→ **About this task**
Starting from the line in which "The height and width of the screenshot is (938, 1668)." appears, output every line down to the last line of the data below, exactly and without anything more.

→ **Extracted information**
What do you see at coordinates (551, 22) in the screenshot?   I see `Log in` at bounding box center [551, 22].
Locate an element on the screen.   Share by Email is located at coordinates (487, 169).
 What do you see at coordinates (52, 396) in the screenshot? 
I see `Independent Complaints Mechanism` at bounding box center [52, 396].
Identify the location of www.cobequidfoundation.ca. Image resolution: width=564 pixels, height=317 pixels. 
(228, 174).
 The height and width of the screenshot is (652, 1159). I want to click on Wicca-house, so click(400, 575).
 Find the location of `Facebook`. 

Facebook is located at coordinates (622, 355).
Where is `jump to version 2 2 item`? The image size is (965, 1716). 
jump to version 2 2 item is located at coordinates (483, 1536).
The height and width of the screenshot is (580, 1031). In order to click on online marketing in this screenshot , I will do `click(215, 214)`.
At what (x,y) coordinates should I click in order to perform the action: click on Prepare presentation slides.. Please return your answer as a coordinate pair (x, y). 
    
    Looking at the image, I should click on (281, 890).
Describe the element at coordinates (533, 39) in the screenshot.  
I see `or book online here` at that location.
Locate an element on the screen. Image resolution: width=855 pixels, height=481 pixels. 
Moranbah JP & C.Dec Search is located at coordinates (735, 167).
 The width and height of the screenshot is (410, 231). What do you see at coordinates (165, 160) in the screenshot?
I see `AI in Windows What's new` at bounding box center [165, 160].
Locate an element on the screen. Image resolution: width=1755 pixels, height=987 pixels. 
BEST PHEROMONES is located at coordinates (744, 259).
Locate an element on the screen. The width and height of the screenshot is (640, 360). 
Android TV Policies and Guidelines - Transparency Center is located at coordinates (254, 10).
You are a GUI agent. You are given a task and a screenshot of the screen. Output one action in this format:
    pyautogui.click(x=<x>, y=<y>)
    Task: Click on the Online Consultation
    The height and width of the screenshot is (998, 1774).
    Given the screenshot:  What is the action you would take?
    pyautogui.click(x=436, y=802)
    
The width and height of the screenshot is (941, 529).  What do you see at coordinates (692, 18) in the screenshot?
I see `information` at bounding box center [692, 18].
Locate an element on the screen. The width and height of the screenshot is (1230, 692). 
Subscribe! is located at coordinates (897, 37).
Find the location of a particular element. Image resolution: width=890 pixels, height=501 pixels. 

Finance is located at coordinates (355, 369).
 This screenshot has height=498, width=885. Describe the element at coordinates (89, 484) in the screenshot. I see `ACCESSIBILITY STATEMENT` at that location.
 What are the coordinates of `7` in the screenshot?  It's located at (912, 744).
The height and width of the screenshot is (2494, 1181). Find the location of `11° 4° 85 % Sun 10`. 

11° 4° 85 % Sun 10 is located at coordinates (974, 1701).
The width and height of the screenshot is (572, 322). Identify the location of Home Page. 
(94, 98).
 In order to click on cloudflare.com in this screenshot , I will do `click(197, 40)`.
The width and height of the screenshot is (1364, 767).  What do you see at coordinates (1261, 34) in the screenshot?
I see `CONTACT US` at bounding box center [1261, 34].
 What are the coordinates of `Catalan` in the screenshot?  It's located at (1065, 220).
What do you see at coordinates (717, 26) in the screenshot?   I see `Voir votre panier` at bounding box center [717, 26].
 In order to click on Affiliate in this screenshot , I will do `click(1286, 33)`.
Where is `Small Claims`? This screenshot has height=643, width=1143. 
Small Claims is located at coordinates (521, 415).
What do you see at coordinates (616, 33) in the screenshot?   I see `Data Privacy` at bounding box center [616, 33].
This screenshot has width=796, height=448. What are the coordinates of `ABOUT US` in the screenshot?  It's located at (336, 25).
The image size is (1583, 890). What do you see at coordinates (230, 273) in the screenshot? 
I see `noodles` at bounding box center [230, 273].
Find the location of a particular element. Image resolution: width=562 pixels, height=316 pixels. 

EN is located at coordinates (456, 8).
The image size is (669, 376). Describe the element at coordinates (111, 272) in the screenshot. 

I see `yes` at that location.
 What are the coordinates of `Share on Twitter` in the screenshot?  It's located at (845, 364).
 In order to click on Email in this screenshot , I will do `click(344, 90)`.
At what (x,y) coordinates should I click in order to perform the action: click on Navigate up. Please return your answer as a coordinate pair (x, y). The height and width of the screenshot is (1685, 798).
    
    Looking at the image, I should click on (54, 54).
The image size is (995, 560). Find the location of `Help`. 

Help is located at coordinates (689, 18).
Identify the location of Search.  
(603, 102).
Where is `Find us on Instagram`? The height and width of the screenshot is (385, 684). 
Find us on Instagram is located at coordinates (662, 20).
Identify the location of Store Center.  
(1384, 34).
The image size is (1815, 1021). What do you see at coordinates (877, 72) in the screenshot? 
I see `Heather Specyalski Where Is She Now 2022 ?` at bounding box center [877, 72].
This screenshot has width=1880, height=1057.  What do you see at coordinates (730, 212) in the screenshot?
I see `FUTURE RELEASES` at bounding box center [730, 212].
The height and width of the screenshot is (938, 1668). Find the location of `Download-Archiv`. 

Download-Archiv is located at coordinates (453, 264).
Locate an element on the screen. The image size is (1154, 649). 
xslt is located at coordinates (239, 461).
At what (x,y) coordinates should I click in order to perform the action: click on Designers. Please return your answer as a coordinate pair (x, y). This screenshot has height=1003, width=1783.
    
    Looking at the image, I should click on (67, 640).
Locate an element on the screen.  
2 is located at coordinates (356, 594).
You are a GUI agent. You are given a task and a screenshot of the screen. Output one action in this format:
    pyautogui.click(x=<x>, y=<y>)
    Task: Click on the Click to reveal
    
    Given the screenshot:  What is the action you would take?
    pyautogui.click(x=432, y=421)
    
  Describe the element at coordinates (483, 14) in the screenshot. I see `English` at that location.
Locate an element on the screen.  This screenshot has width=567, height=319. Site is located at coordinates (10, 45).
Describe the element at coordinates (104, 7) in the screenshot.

→ **Result of this exercise**
The height and width of the screenshot is (938, 1668). Find the location of `Download-Archiv`. 

Download-Archiv is located at coordinates (453, 264).
Locate an element on the screen. The image size is (1154, 649). 
xslt is located at coordinates (239, 461).
At what (x,y) coordinates should I click in order to perform the action: click on Designers. Please return your answer as a coordinate pair (x, y). This screenshot has height=1003, width=1783.
    
    Looking at the image, I should click on (67, 640).
Locate an element on the screen.  
2 is located at coordinates (356, 594).
You are a GUI agent. You are given a task and a screenshot of the screen. Output one action in this format:
    pyautogui.click(x=<x>, y=<y>)
    Task: Click on the Click to reveal
    
    Given the screenshot:  What is the action you would take?
    pyautogui.click(x=432, y=421)
    
  Describe the element at coordinates (483, 14) in the screenshot. I see `English` at that location.
Locate an element on the screen.  This screenshot has width=567, height=319. Site is located at coordinates (10, 45).
Describe the element at coordinates (104, 7) in the screenshot.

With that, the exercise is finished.